1BR Review: Rent The Movie, Not The Apartment

Directed by David Marmor

Written by David Marmor

Starring Nicole Brydon Bloom, Giles Matthey, Taylor Nichols


In the late nineties, Ondi Timoner’s documentary We Live in Public showed the inner workings of an experimental society in New York created by internet pioneer Josh Harris. Part sociological exercise and part art performance, the theme was the loss of privacy in the internet age. In David Marmor’s 1BR, the theme could easily be seen as the loss of self in the age of selfishness. Both films show what can happen when the individual is under constant surveillance; 1BR questions whether it’s a good or a bad thing to be told how to act. Sometimes, what seems like the perfect situation can wind up being a situation you’d kill to get out of.

Wanting to reinvent herself in the star-making, soul killing city of Los Angeles, Sarah (Nicole Brydon Bloom) stumbles across a quaint apartment complex hidden away from the dregs of society, and there just happens to be a vacancy. Upon moving in, she has an innocent flirtation with Bobby (Giles Matthey), the cute neighbor down the hall and an unsettling run in with a creeper named Lester (Clayton Hoff). Both encounters encapsulate the overall vibe of the complex itself: it’s enticing and welcoming but there’s something unsettling going on within the walls. Once Sarah starts hearing strange noises in the middle of the night, you might think that you know where 1BR is heading but, it turns out, there’s nothing hidden underneath the floorboards and no ghost of a previous tenant offering clues. Instead, imagine that your perfect first apartment suddenly becomes a black site at some undisclosed location. Then, you might start realizing where this is heading.

Surely, 1BR has a bit more in common with cult-centric films like Ari Aster’s Midsommar or Karyn Kusama’s The Invitation than apartment horror like Polanski’s The Tenant or the underseen Spanish thriller Sleep Tight. The villain here is the surveillance state and how the concept of communitarianism can become dangerously warped if in order to become a productive member you have to be beaten and broken down first. It would be like living in Walden Two if B.F. Skinner was constantly running around trying to kill you instead of teaching you how to garden. As the story expands and Sarah begins to acclimate, there’s also a parallel between the people in the apartment complex and property management in general, where both the person and the dwellings they live in become indistinguishable.

In the same way Adam Driver finds out in The Report that there’s no science behind torture, Sarah eventually realizes this as well. Whether she was ever fully indoctrinated or not, the graphic violence she endures eventually explodes until she can no longer be controlled or contained. Ironically, the hatred the community has for the individual leads Sarah to find herself again. Only now, she hates everyone else and is willing to kill for the right to be imperfect and alone. All the violence in 1BR comes in all the right places and the right forms. Beginning with more militaristic psychological and physical torture to rebrand Sarah, it morphs into a much more, dare I say, fun display of randomness. Then, the bloody bits fit more in line with what horror fans love to watch. Revenge served up cold.

It won’t get made, but there’s definitely a setup for a sequel but what would they call it? Condo? 2BR/1BA? Wait! Sarah, has a twin and it’s called Property Sisters.

1BR premieres on VOD today, 4/24.

  • 1BR
3.5

Summary

1BR actually has more in common with horror films finding danger out in the countryside instead of more claustrophobic apartment horror where isolated insanity is usually the predictable outcome.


• _WHAT IS NEEDED_
Would you please copy each line of the data in which the string "South" occurs?

(Items from a figure collection)
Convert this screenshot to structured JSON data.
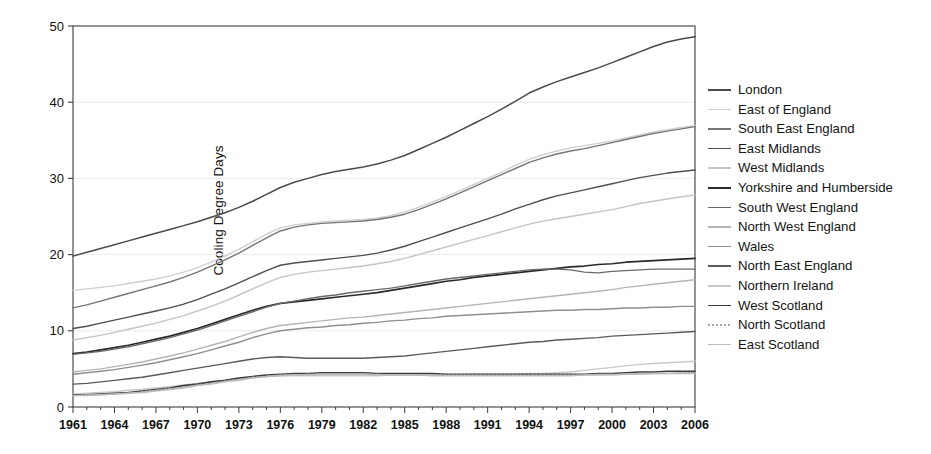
{
  "chart_data": {
    "type": "line",
    "title": "",
    "xlabel": "",
    "ylabel": "Cooling Degree Days",
    "xlim": [
      1961,
      2006
    ],
    "ylim": [
      0,
      50
    ],
    "yticks": [
      0,
      10,
      20,
      30,
      40,
      50
    ],
    "xticks": [
      1961,
      1964,
      1967,
      1970,
      1973,
      1976,
      1979,
      1982,
      1985,
      1988,
      1991,
      1994,
      1997,
      2000,
      2003,
      2006
    ],
    "grid": true,
    "legend_position": "right",
    "x": [
      1961,
      1962,
      1963,
      1964,
      1965,
      1966,
      1967,
      1968,
      1969,
      1970,
      1971,
      1972,
      1973,
      1974,
      1975,
      1976,
      1977,
      1978,
      1979,
      1980,
      1981,
      1982,
      1983,
      1984,
      1985,
      1986,
      1987,
      1988,
      1989,
      1990,
      1991,
      1992,
      1993,
      1994,
      1995,
      1996,
      1997,
      1998,
      1999,
      2000,
      2001,
      2002,
      2003,
      2004,
      2005,
      2006
    ],
    "series": [
      {
        "name": "London",
        "color": "#4a4a4a",
        "width": 1.5,
        "dash": "none",
        "values": [
          19.8,
          20.3,
          20.8,
          21.3,
          21.8,
          22.3,
          22.8,
          23.3,
          23.8,
          24.3,
          24.9,
          25.5,
          26.2,
          27.0,
          27.9,
          28.8,
          29.5,
          30.0,
          30.5,
          30.9,
          31.2,
          31.5,
          31.9,
          32.4,
          33.0,
          33.8,
          34.6,
          35.4,
          36.3,
          37.2,
          38.1,
          39.1,
          40.1,
          41.2,
          42.0,
          42.7,
          43.3,
          43.9,
          44.5,
          45.2,
          45.9,
          46.6,
          47.3,
          47.9,
          48.3,
          48.6
        ]
      },
      {
        "name": "East of England",
        "color": "#cfcfcf",
        "width": 1.4,
        "dash": "none",
        "values": [
          15.3,
          15.5,
          15.7,
          15.9,
          16.2,
          16.5,
          16.8,
          17.2,
          17.7,
          18.3,
          19.0,
          19.8,
          20.7,
          21.7,
          22.7,
          23.5,
          23.9,
          24.1,
          24.3,
          24.4,
          24.5,
          24.6,
          24.8,
          25.1,
          25.6,
          26.2,
          26.9,
          27.6,
          28.4,
          29.2,
          30.0,
          30.8,
          31.7,
          32.5,
          33.1,
          33.6,
          34.0,
          34.3,
          34.6,
          34.9,
          35.3,
          35.7,
          36.1,
          36.4,
          36.7,
          36.9
        ]
      },
      {
        "name": "South East England",
        "color": "#767676",
        "width": 1.4,
        "dash": "none",
        "values": [
          13.0,
          13.4,
          13.9,
          14.4,
          14.9,
          15.4,
          15.9,
          16.4,
          17.0,
          17.7,
          18.5,
          19.3,
          20.2,
          21.2,
          22.2,
          23.1,
          23.6,
          23.9,
          24.1,
          24.2,
          24.3,
          24.4,
          24.6,
          24.9,
          25.3,
          25.9,
          26.6,
          27.3,
          28.1,
          28.9,
          29.7,
          30.5,
          31.3,
          32.1,
          32.7,
          33.2,
          33.6,
          33.9,
          34.3,
          34.7,
          35.1,
          35.5,
          35.9,
          36.2,
          36.5,
          36.8
        ]
      },
      {
        "name": "East Midlands",
        "color": "#4f4f4f",
        "width": 1.4,
        "dash": "none",
        "values": [
          10.3,
          10.6,
          11.0,
          11.4,
          11.8,
          12.2,
          12.6,
          13.0,
          13.5,
          14.1,
          14.8,
          15.5,
          16.3,
          17.1,
          17.9,
          18.6,
          18.9,
          19.1,
          19.3,
          19.5,
          19.7,
          19.9,
          20.2,
          20.6,
          21.1,
          21.7,
          22.3,
          22.9,
          23.5,
          24.1,
          24.7,
          25.3,
          26.0,
          26.6,
          27.2,
          27.7,
          28.1,
          28.5,
          28.9,
          29.3,
          29.7,
          30.1,
          30.4,
          30.7,
          30.9,
          31.1
        ]
      },
      {
        "name": "West Midlands",
        "color": "#c4c4c4",
        "width": 1.4,
        "dash": "none",
        "values": [
          8.8,
          9.1,
          9.4,
          9.8,
          10.2,
          10.6,
          11.0,
          11.5,
          12.0,
          12.6,
          13.2,
          13.9,
          14.7,
          15.5,
          16.3,
          17.0,
          17.4,
          17.7,
          17.9,
          18.1,
          18.3,
          18.5,
          18.8,
          19.1,
          19.5,
          20.0,
          20.5,
          21.0,
          21.5,
          22.0,
          22.5,
          23.0,
          23.5,
          24.0,
          24.4,
          24.7,
          25.0,
          25.3,
          25.6,
          25.9,
          26.3,
          26.7,
          27.0,
          27.3,
          27.6,
          27.8
        ]
      },
      {
        "name": "Yorkshire and Humberside",
        "color": "#2a2a2a",
        "width": 1.7,
        "dash": "none",
        "values": [
          7.0,
          7.2,
          7.5,
          7.8,
          8.1,
          8.5,
          8.9,
          9.3,
          9.8,
          10.3,
          10.9,
          11.5,
          12.1,
          12.7,
          13.2,
          13.6,
          13.8,
          14.0,
          14.2,
          14.4,
          14.6,
          14.8,
          15.0,
          15.3,
          15.6,
          15.9,
          16.2,
          16.5,
          16.7,
          17.0,
          17.2,
          17.4,
          17.6,
          17.8,
          18.0,
          18.2,
          18.4,
          18.5,
          18.7,
          18.8,
          19.0,
          19.1,
          19.2,
          19.3,
          19.4,
          19.5
        ]
      },
      {
        "name": "South West England",
        "color": "#6a6a6a",
        "width": 1.4,
        "dash": "none",
        "values": [
          6.9,
          7.1,
          7.3,
          7.6,
          7.9,
          8.3,
          8.7,
          9.1,
          9.6,
          10.1,
          10.7,
          11.3,
          11.9,
          12.5,
          13.1,
          13.6,
          13.9,
          14.2,
          14.5,
          14.7,
          15.0,
          15.2,
          15.4,
          15.6,
          15.9,
          16.2,
          16.5,
          16.8,
          17.0,
          17.2,
          17.4,
          17.6,
          17.8,
          18.0,
          18.1,
          18.1,
          18.0,
          17.7,
          17.6,
          17.8,
          17.9,
          18.0,
          18.1,
          18.1,
          18.1,
          18.1
        ]
      },
      {
        "name": "North West England",
        "color": "#b4b4b4",
        "width": 1.4,
        "dash": "none",
        "values": [
          4.6,
          4.8,
          5.0,
          5.3,
          5.6,
          5.9,
          6.3,
          6.7,
          7.1,
          7.6,
          8.1,
          8.6,
          9.2,
          9.8,
          10.3,
          10.7,
          10.9,
          11.1,
          11.3,
          11.5,
          11.7,
          11.8,
          12.0,
          12.2,
          12.4,
          12.6,
          12.8,
          13.0,
          13.2,
          13.4,
          13.6,
          13.8,
          14.0,
          14.2,
          14.4,
          14.6,
          14.8,
          15.0,
          15.2,
          15.4,
          15.7,
          15.9,
          16.1,
          16.3,
          16.5,
          16.7
        ]
      },
      {
        "name": "Wales",
        "color": "#8e8e8e",
        "width": 1.4,
        "dash": "none",
        "values": [
          4.3,
          4.5,
          4.7,
          4.9,
          5.2,
          5.5,
          5.8,
          6.2,
          6.6,
          7.0,
          7.5,
          8.0,
          8.5,
          9.1,
          9.6,
          10.0,
          10.2,
          10.4,
          10.5,
          10.7,
          10.8,
          11.0,
          11.1,
          11.3,
          11.4,
          11.6,
          11.7,
          11.9,
          12.0,
          12.1,
          12.2,
          12.3,
          12.4,
          12.5,
          12.6,
          12.7,
          12.7,
          12.8,
          12.8,
          12.9,
          13.0,
          13.0,
          13.1,
          13.1,
          13.2,
          13.2
        ]
      },
      {
        "name": "North East England",
        "color": "#5a5a5a",
        "width": 1.4,
        "dash": "none",
        "values": [
          3.0,
          3.1,
          3.3,
          3.5,
          3.7,
          3.9,
          4.2,
          4.5,
          4.8,
          5.1,
          5.4,
          5.7,
          6.0,
          6.3,
          6.5,
          6.6,
          6.5,
          6.4,
          6.4,
          6.4,
          6.4,
          6.4,
          6.5,
          6.6,
          6.7,
          6.9,
          7.1,
          7.3,
          7.5,
          7.7,
          7.9,
          8.1,
          8.3,
          8.5,
          8.6,
          8.8,
          8.9,
          9.0,
          9.1,
          9.3,
          9.4,
          9.5,
          9.6,
          9.7,
          9.8,
          9.9
        ]
      },
      {
        "name": "Northern Ireland",
        "color": "#c9c9c9",
        "width": 1.4,
        "dash": "none",
        "values": [
          1.7,
          1.8,
          1.9,
          2.0,
          2.2,
          2.3,
          2.5,
          2.7,
          2.9,
          3.1,
          3.3,
          3.5,
          3.7,
          3.9,
          4.0,
          4.1,
          4.1,
          4.1,
          4.1,
          4.1,
          4.1,
          4.1,
          4.1,
          4.2,
          4.2,
          4.2,
          4.2,
          4.2,
          4.2,
          4.3,
          4.3,
          4.3,
          4.3,
          4.4,
          4.4,
          4.5,
          4.6,
          4.8,
          5.0,
          5.2,
          5.4,
          5.6,
          5.7,
          5.8,
          5.9,
          6.0
        ]
      },
      {
        "name": "West Scotland",
        "color": "#3d3d3d",
        "width": 1.6,
        "dash": "none",
        "values": [
          1.6,
          1.6,
          1.7,
          1.8,
          1.9,
          2.1,
          2.3,
          2.5,
          2.8,
          3.0,
          3.3,
          3.5,
          3.8,
          4.0,
          4.2,
          4.3,
          4.4,
          4.4,
          4.5,
          4.5,
          4.5,
          4.5,
          4.4,
          4.4,
          4.4,
          4.4,
          4.4,
          4.3,
          4.3,
          4.3,
          4.3,
          4.3,
          4.3,
          4.3,
          4.3,
          4.3,
          4.3,
          4.3,
          4.4,
          4.4,
          4.5,
          4.6,
          4.6,
          4.7,
          4.7,
          4.7
        ]
      },
      {
        "name": "North Scotland",
        "color": "#a8a8a8",
        "width": 1.4,
        "dash": "2,2",
        "values": [
          1.5,
          1.6,
          1.6,
          1.7,
          1.8,
          2.0,
          2.2,
          2.4,
          2.6,
          2.9,
          3.1,
          3.4,
          3.6,
          3.9,
          4.0,
          4.2,
          4.2,
          4.3,
          4.3,
          4.3,
          4.3,
          4.3,
          4.3,
          4.2,
          4.2,
          4.2,
          4.2,
          4.2,
          4.2,
          4.2,
          4.2,
          4.2,
          4.2,
          4.2,
          4.2,
          4.2,
          4.2,
          4.2,
          4.3,
          4.3,
          4.3,
          4.4,
          4.4,
          4.4,
          4.5,
          4.5
        ]
      },
      {
        "name": "East Scotland",
        "color": "#bcbcbc",
        "width": 1.4,
        "dash": "none",
        "values": [
          1.5,
          1.5,
          1.6,
          1.7,
          1.8,
          1.9,
          2.1,
          2.3,
          2.5,
          2.8,
          3.0,
          3.3,
          3.5,
          3.8,
          4.0,
          4.1,
          4.2,
          4.2,
          4.3,
          4.3,
          4.3,
          4.3,
          4.2,
          4.2,
          4.2,
          4.2,
          4.1,
          4.1,
          4.1,
          4.1,
          4.1,
          4.1,
          4.1,
          4.1,
          4.1,
          4.1,
          4.1,
          4.2,
          4.2,
          4.2,
          4.3,
          4.3,
          4.4,
          4.4,
          4.4,
          4.4
        ]
      }
    ]
  },
  "legend": {
    "items": [
      {
        "label": "London"
      },
      {
        "label": "East of England"
      },
      {
        "label": "South East England"
      },
      {
        "label": "East Midlands"
      },
      {
        "label": "West Midlands"
      },
      {
        "label": "Yorkshire and Humberside"
      },
      {
        "label": "South West England"
      },
      {
        "label": "North West England"
      },
      {
        "label": "Wales"
      },
      {
        "label": "North East England"
      },
      {
        "label": "Northern Ireland"
      },
      {
        "label": "West Scotland"
      },
      {
        "label": "North Scotland"
      },
      {
        "label": "East Scotland"
      }
    ]
  },
  "colors": {
    "background": "#ffffff",
    "axis": "#3c3c3c",
    "grid": "#ebebeb",
    "text": "#141414"
  }
}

• _SOLUTION_
        "name": "South East England",
        "name": "South West England",
        "label": "South East England"
        "label": "South West England"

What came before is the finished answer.